The confidential police report from May 2014, later leaked online, confirmed Malaysian authorities knew about Fariq’s phone detection by April 24 of that year.
Despite this, Malaysia made no mention of it in its Factual Information Safety Investigation report released in March 2015.
Mick, the former RAAF baggage chucker, cuts to the chase on the obvious overlooked bollocks with this article:
Quote:Mick
2 DAYS AGO
(Edited)
Quote:An expert review of evidence from a secret MH370 report ...
'Secret'?! Yes, this report was so 'secret' that it has been circulating in the public domain for years.

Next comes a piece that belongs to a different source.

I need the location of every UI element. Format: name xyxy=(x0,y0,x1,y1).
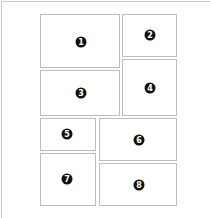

The very simple fact of the matter is that the First Officer's mobile phone connection have been known about for nearly five years now, since 12 April 2014. The connection is detailed in the official Malaysian Safety Investigating Report (it is covered in Section 1.1.5 Detection of Hand Phone Signal, p.20). That report was released all of nine months ago!
However Botsy nails it for mine -
Quote:andrew
2 DAYS AGO
They can be flown remotely by outside sources and there were Chines military engineers on board that owned the latest patent on missile semiconductors so the truth may never be known and their demise was of great advantage to the west.
Easy to find on Google.
Quote:Botswana O'Hooligan
2 DAYS AGO
Excessive consumption of cheap cooking sherry can do that too, make one believe in all sorts of things that are just not possible.